** Directions **
Exactly transcribe the span of lines from the one containing "Identify the location of Rhino.com Home." through the final line of the entries, inclusive, and nothing outside it. Exclude the pictures.

** Raw data **
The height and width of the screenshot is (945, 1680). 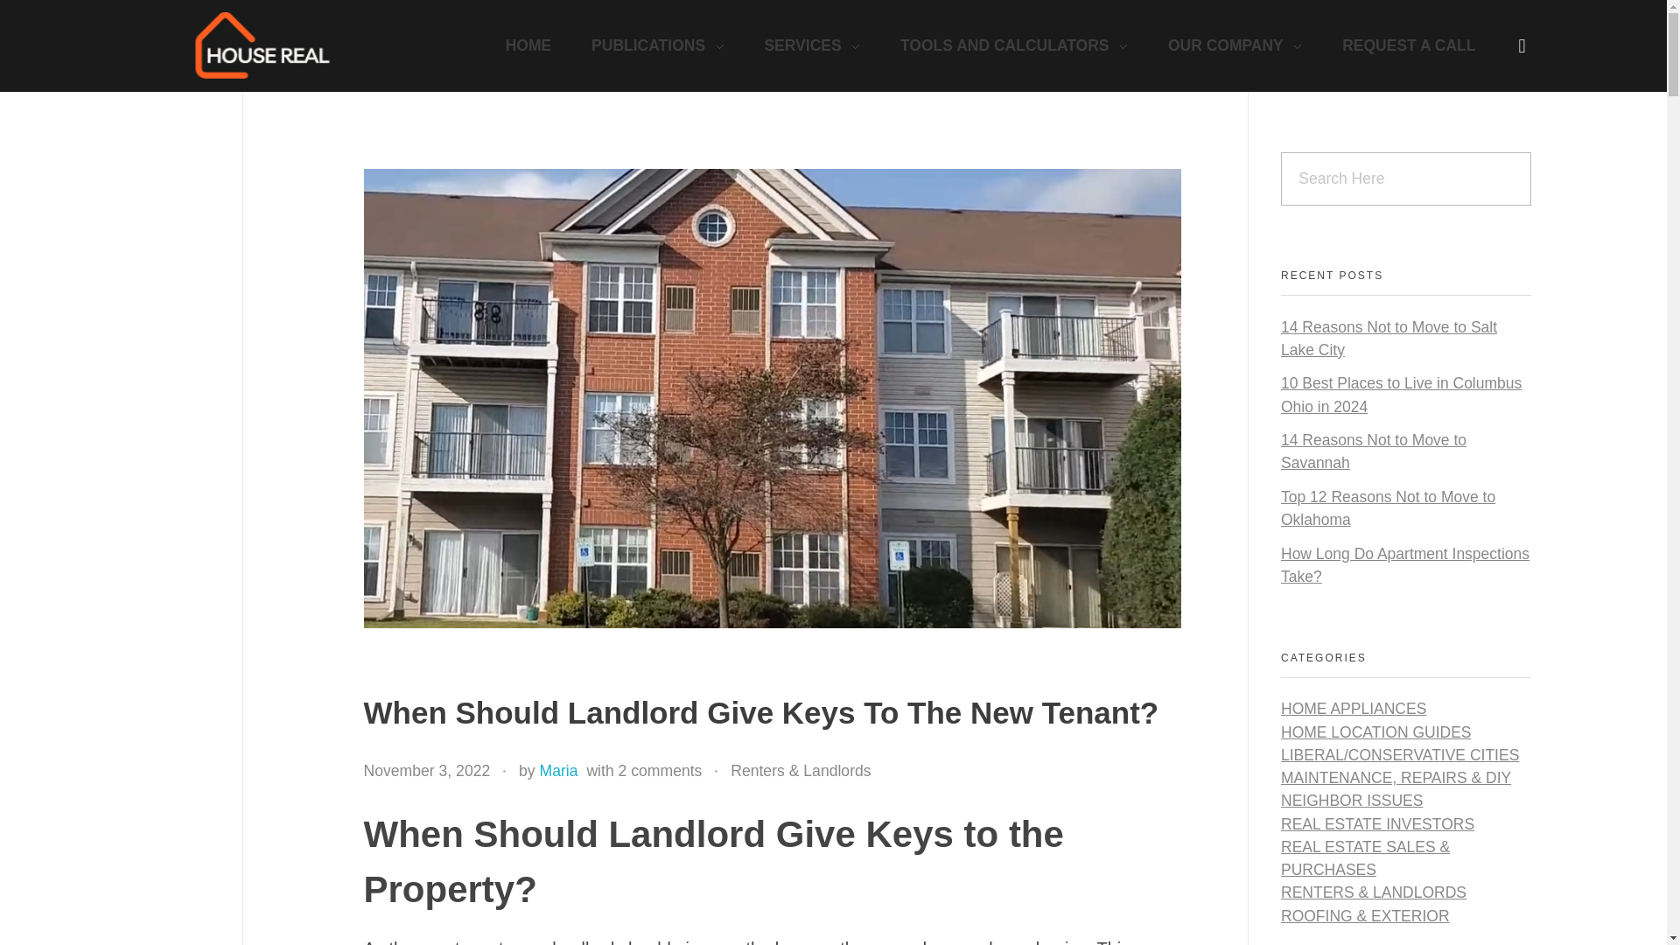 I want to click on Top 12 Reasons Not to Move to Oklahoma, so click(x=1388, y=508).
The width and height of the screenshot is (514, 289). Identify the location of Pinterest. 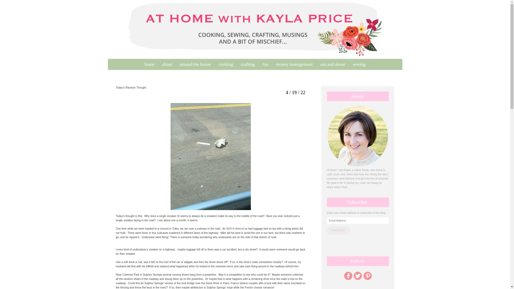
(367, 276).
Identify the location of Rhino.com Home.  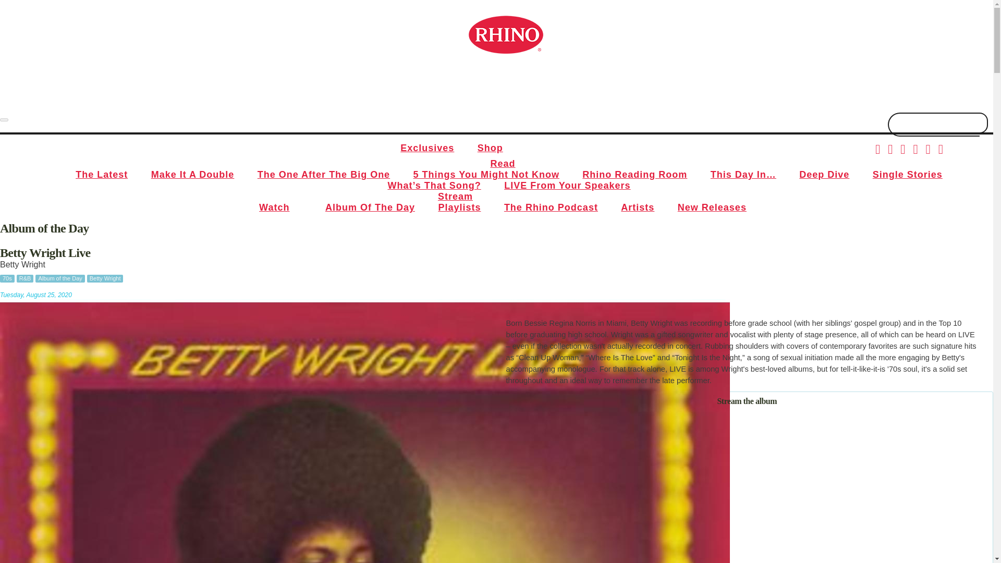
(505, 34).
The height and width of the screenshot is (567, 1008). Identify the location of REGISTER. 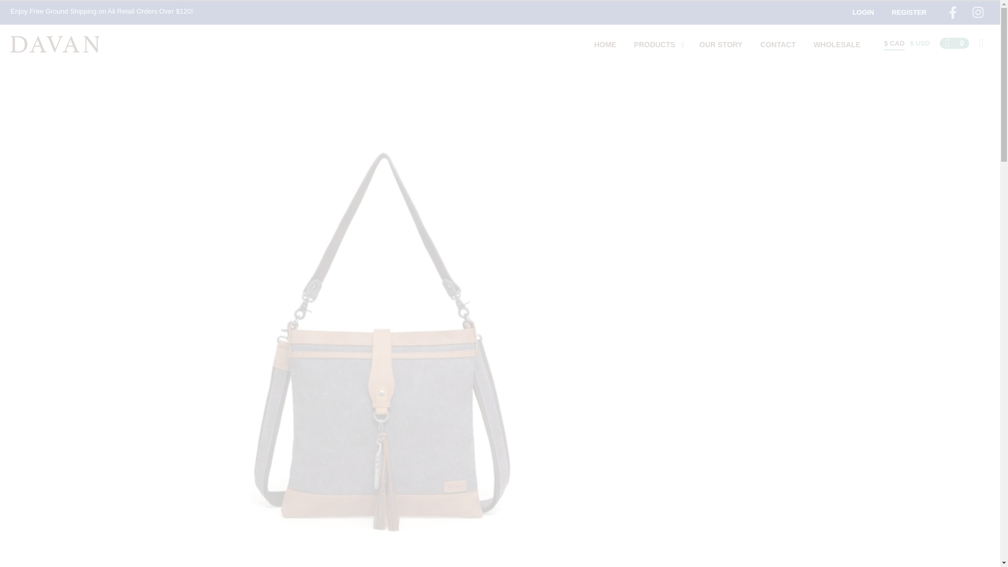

** Response to the task **
Identify the location of Rhino.com Home.  
(505, 34).
The height and width of the screenshot is (567, 1008). Identify the location of REGISTER. 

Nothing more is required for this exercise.